Calibre does leave your files where they are. It just makes its own copies that it can have exclusive access to. Pretend those don't exist, if you like, and do whatever you like with your original files.
I spent about five years (yes, a lot of that prior to getting a dedicated ebook reader) using the filesystem to organize my books. It took me a bit to get used to calibre. The real breakthrough, as I've described it here, was understanding that calibre organizes books, not files.
In the time I've been on MobileRead, I think I've seen one person who actually did have a critical functionality problem with calibre's file organization -- he used some program for managing citations of scientific literature that had its own idea of how files of said papers/books ought to be organized. But for all the rest of us, it's a matter of habit. We're used to thinking of books as the computer files that represent them. But just as those files are really an abstraction of data really stored by track and sector, books in calibre are an abstraction of files. An abstraction of an abstraction.

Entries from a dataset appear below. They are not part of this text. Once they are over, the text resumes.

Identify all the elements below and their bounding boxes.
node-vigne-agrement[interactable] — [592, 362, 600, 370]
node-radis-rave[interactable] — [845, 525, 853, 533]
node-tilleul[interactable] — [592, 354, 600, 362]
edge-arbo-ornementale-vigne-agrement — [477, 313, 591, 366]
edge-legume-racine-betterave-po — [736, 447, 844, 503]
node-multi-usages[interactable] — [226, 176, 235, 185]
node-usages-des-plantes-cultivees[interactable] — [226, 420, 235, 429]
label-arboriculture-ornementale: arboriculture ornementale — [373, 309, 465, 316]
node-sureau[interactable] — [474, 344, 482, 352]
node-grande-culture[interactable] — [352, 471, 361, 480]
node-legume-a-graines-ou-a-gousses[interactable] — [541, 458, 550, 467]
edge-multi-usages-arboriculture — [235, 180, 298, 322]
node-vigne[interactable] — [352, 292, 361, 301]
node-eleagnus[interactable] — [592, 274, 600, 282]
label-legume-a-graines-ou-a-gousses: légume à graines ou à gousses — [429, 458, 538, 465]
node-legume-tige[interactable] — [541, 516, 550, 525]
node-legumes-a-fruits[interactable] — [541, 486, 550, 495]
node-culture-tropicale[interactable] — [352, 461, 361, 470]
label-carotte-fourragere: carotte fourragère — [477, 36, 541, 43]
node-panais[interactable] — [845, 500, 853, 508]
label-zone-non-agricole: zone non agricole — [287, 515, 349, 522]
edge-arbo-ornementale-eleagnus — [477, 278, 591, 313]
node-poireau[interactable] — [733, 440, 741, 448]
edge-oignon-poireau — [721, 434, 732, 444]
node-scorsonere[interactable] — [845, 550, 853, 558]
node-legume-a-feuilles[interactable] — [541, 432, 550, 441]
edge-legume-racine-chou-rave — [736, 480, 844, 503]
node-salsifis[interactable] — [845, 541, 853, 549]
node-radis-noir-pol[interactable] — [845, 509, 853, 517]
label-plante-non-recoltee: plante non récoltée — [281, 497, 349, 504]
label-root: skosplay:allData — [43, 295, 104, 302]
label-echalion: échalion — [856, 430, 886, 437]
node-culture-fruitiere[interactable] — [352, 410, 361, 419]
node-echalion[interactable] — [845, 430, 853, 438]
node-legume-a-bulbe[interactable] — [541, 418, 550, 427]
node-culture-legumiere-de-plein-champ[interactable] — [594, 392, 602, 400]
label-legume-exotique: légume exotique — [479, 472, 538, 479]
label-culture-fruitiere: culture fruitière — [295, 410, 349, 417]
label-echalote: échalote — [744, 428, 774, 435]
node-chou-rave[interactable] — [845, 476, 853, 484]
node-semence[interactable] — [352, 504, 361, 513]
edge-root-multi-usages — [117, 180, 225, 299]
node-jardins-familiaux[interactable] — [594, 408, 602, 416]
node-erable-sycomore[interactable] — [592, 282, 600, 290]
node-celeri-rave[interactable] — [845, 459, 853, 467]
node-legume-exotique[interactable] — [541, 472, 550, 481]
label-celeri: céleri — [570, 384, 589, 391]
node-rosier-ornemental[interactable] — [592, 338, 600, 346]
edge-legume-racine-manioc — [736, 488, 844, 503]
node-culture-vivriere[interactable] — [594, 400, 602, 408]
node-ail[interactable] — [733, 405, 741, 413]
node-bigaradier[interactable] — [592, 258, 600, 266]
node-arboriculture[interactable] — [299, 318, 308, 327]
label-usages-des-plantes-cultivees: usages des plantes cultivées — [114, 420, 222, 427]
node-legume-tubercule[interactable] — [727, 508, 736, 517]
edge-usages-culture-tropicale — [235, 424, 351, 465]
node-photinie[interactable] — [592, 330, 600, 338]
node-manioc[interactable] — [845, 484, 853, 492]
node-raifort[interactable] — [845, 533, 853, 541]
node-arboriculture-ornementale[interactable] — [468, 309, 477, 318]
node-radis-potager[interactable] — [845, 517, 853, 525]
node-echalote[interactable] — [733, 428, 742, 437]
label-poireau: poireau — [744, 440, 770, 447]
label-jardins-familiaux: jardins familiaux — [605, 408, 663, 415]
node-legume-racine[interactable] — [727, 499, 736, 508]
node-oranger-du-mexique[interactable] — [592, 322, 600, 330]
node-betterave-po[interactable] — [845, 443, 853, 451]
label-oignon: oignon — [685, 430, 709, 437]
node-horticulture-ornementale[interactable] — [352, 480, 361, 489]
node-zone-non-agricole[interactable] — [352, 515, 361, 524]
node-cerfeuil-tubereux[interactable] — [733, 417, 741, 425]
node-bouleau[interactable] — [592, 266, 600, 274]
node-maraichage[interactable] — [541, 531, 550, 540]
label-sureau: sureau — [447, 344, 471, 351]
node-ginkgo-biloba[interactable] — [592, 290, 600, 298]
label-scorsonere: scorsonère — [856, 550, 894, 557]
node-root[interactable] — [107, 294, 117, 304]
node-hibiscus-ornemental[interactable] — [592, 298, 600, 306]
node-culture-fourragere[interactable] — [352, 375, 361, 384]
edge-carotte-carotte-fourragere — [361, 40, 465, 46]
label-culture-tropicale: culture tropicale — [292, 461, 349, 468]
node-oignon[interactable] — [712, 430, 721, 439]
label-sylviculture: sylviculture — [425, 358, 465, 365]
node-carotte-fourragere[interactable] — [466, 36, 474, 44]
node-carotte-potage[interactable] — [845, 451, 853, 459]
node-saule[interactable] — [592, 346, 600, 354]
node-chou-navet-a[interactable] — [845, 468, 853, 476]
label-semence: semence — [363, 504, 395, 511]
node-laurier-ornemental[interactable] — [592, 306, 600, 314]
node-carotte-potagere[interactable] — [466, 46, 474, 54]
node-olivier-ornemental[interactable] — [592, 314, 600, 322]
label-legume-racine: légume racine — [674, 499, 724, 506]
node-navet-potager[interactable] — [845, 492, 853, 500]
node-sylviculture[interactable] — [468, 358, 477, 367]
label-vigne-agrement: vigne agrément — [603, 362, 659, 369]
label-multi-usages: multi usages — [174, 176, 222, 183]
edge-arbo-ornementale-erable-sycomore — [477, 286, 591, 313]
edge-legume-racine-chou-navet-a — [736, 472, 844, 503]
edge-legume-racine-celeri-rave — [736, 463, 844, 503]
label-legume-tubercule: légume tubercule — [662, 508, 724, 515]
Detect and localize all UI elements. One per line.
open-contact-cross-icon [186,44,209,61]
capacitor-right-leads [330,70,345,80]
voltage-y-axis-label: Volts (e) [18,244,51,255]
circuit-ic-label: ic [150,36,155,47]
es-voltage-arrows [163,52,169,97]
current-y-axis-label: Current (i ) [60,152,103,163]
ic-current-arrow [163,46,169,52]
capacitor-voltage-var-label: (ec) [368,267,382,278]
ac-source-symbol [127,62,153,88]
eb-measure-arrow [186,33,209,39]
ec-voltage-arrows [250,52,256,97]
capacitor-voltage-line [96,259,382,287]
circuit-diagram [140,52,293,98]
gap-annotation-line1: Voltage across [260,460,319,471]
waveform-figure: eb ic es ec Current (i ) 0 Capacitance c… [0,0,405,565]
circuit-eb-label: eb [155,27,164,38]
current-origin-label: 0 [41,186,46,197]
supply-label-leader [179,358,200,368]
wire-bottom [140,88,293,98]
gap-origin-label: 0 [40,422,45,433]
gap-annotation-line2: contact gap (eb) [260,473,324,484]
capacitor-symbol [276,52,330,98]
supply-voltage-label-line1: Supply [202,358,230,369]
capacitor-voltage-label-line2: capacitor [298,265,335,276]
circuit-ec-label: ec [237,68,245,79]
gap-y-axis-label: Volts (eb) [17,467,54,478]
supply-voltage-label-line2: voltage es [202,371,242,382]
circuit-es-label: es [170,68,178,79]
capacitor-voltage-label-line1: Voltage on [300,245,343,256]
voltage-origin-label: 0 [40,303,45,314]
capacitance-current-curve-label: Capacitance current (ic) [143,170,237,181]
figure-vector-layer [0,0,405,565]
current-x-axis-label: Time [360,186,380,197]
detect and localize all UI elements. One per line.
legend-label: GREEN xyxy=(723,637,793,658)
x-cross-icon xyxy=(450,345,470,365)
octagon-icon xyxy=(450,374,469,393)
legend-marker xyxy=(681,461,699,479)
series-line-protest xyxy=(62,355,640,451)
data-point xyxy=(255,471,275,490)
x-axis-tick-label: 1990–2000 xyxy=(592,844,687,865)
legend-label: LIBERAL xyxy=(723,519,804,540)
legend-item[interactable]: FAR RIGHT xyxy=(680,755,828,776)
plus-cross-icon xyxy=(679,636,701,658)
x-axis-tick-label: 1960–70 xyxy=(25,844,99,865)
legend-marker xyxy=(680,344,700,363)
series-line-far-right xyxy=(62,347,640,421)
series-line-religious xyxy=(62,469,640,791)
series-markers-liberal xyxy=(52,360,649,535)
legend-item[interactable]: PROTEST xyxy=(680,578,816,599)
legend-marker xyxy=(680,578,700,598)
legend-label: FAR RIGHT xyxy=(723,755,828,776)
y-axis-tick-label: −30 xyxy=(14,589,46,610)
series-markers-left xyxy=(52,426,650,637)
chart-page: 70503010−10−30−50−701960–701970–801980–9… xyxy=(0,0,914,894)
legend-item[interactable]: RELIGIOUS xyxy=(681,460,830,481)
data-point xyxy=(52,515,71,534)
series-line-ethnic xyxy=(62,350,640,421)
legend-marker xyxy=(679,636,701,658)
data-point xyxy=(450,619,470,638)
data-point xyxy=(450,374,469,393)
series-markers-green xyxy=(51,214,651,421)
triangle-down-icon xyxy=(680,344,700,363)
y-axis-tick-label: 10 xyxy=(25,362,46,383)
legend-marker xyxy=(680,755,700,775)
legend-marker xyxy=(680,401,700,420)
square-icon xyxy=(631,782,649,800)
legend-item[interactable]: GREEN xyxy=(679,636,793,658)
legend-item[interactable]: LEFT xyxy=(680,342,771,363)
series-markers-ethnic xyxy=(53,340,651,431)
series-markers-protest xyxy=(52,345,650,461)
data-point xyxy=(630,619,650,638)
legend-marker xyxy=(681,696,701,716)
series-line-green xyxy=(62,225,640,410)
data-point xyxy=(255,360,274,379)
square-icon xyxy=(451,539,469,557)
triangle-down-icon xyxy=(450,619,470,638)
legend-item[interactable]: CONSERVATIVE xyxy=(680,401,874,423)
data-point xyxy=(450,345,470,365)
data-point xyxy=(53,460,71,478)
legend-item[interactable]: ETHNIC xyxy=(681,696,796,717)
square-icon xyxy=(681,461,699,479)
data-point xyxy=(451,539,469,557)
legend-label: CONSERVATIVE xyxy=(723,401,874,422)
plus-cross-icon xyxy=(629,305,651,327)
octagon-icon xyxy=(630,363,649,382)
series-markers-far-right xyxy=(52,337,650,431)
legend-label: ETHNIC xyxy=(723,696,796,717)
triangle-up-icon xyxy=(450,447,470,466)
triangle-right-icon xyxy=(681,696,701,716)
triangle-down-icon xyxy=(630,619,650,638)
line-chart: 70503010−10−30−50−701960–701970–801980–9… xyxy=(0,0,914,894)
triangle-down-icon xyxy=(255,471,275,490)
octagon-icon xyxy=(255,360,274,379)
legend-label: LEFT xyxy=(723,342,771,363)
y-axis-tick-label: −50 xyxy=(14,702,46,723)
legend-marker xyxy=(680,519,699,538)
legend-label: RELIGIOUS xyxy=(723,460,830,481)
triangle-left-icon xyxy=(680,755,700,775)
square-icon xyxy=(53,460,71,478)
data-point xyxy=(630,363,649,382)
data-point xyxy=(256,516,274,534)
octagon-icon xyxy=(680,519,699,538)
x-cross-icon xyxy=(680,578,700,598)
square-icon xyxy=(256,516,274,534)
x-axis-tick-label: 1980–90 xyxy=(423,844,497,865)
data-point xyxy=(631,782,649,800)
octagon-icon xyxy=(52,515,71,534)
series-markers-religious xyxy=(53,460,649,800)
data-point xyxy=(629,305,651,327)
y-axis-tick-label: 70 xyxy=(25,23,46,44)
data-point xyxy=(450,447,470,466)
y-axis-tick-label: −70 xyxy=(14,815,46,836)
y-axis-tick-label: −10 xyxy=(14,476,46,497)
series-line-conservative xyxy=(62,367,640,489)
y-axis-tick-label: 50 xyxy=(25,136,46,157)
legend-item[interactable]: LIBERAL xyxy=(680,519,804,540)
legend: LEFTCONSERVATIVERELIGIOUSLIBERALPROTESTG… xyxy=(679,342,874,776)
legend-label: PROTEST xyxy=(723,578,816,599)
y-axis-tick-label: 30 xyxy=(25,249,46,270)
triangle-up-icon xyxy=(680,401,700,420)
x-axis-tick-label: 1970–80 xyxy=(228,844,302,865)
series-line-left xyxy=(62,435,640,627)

Yes, there are occasionally things that someone needs to do to data on a physical level (say, if you're writing a disk defragging program). But most of us don't; we're fine with files. The same thing is true of calibre: there are some people, like the fellow with the citations and the attitude problem, who really do need a specific file organization. But most of us don't; we're fine with books.
Why do you need to access your ebook files directly?
(no, that's not a sarcastic question; if I know what you are doing, I might be able to explain how it can be done -- possibly more efficiently -- in calibre).